The inspection found Northgate Care Center in violation of federal requirements for developing complete care plans that address all resident needs with measurable actions and timetables. The facility serves 45 residents in Waukon, a town of about 3,800 people in northeast Iowa near the Minnesota border.

For Resident #8, the gap between documentation and care planning meant his active wounds received no systematic attention in the days and weeks following his readmission. His cognitive ability to understand and communicate about his condition made the oversight particularly troubling — he could have participated in his own care if staff had developed appropriate interventions.

The resident's complex medical conditions — heart failure, diabetes, dementia, failure to thrive, weight loss — created multiple pathways to skin breakdown. His inability to walk and need for assistance with basic functions increased his vulnerability to pressure injuries.

Without care plan interventions addressing his documented skin issues, those vulnerabilities went unaddressed in the systematic way federal law requires.

Full Inspection Report

The details above represent a summary of key findings. View the complete inspection report for Northgate Care Center from 2025-11-14 including all violations, facility responses, and corrective action plans.

Additional Resources

🏥 Editorial Standards & Professional Oversight

Data Source: This report is based on official federal inspection data from the Centers for Medicare & Medicaid Services (CMS).

Editorial Process: Content generated using AI (Claude) to synthesize complex regulatory data, then reviewed and verified for accuracy by our editorial team.

Professional Review: All content undergoes standards and compliance oversight by Christopher F. Nesbitt, Sr., NH EMT & BU-trained Paralegal, using professional regulatory data auditing protocols.

Medical Perspective: As emergency medical professionals, we understand how nursing home violations can escalate to health emergencies requiring ambulance transport.

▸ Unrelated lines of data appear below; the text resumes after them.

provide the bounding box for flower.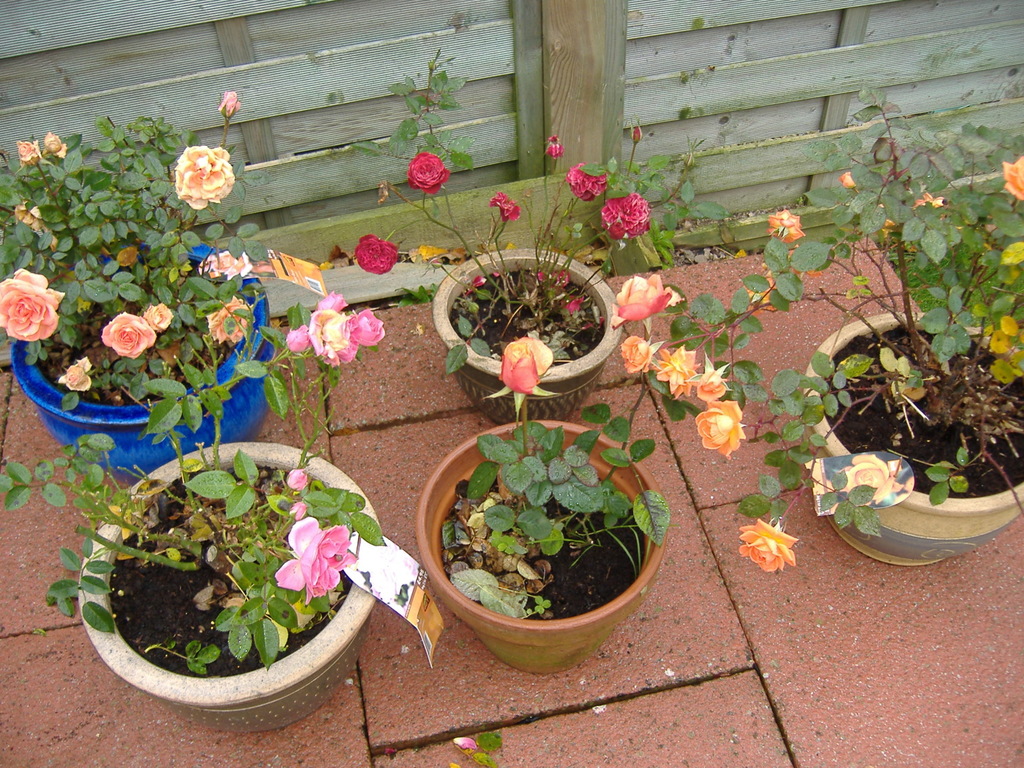
<region>350, 237, 397, 273</region>.
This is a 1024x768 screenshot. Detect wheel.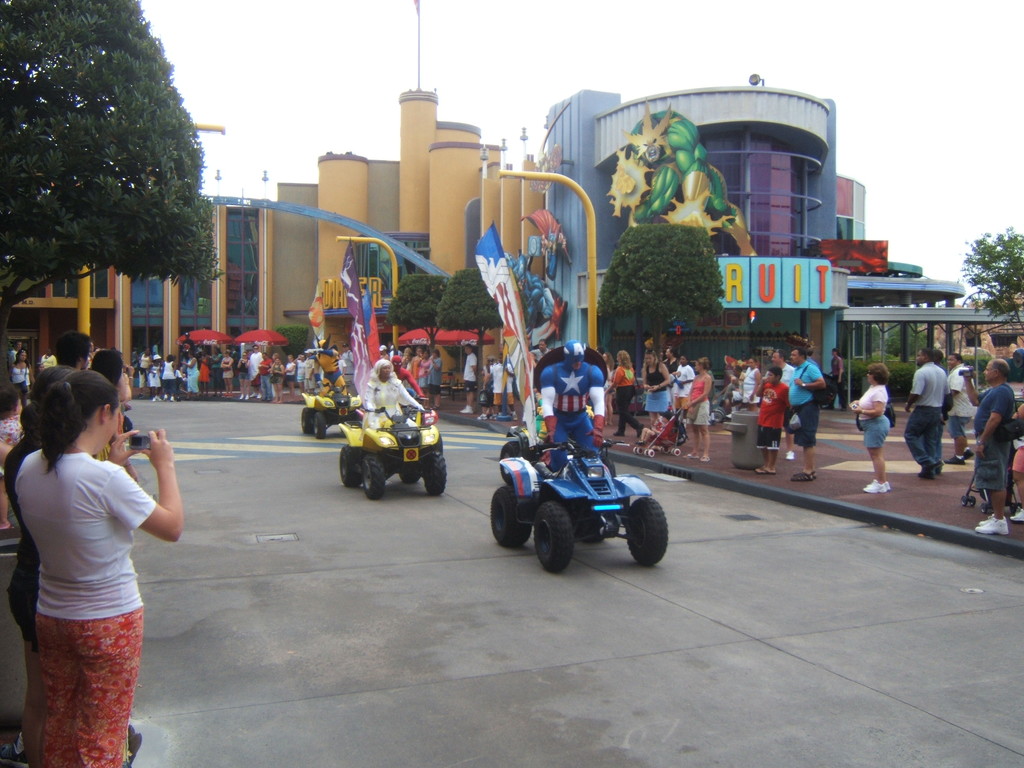
crop(487, 483, 533, 547).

This analysis contextualizes regulatory findings within real-world patient safety implications.

Last verified: April 25, 2026 | Learn more about our methodology

📋 Quick Answer

Northgate Care Center in Waukon, IA was cited for violations during a health inspection on November 14, 2025.

Resident #8 was readmitted to the 45-bed facility on September 15 with visible skin breakdown.

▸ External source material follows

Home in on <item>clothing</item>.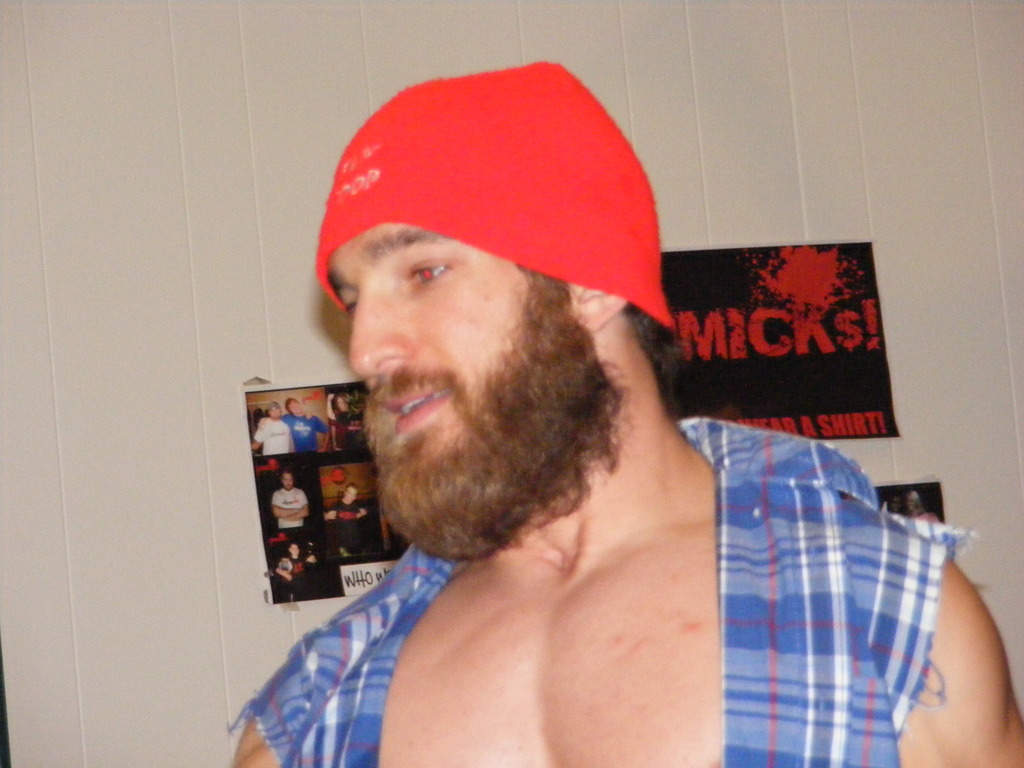
Homed in at x1=280 y1=413 x2=327 y2=458.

What this means: Health inspections identify deficiencies that facilities must correct. Violations range from minor documentation issues to serious safety concerns. Review the full report below for specific details and facility response.

Frequently Asked Questions

What happened at Northgate Care Center?
Resident #8 was readmitted to the 45-bed facility on September 15 with visible skin breakdown.
How serious are these violations?
Violation severity varies from minor documentation issues to serious safety concerns. Review the inspection report for specific deficiency codes and scope. All violations must be corrected within required timeframes and are subject to follow-up verification inspections.
What should families do?
Families should: (1) Ask facility administration about specific corrective actions taken, (2) Request to see the follow-up inspection report verifying corrections, (3) Check if this represents a pattern by reviewing prior inspection reports, (4) Compare this facility's ratings with other nursing homes in Waukon, IA, (5) Report any new concerns directly to state authorities.
Where can I see the full inspection report?
The complete inspection report is available on Medicare.gov's Care Compare website (www.medicare.gov/care-compare). You can also request a copy directly from Northgate Care Center or from the state Department of Health. The report includes specific deficiency codes, facility responses, and correction timelines. This facility's federal provider number is 165338.
Has this facility had violations before?
To check Northgate Care Center's history, visit Medicare.gov's Care Compare and review their inspection history, quality ratings, and staffing levels. Look for patterns of repeated violations, especially in critical areas like abuse prevention, medication management, infection control, and resident safety.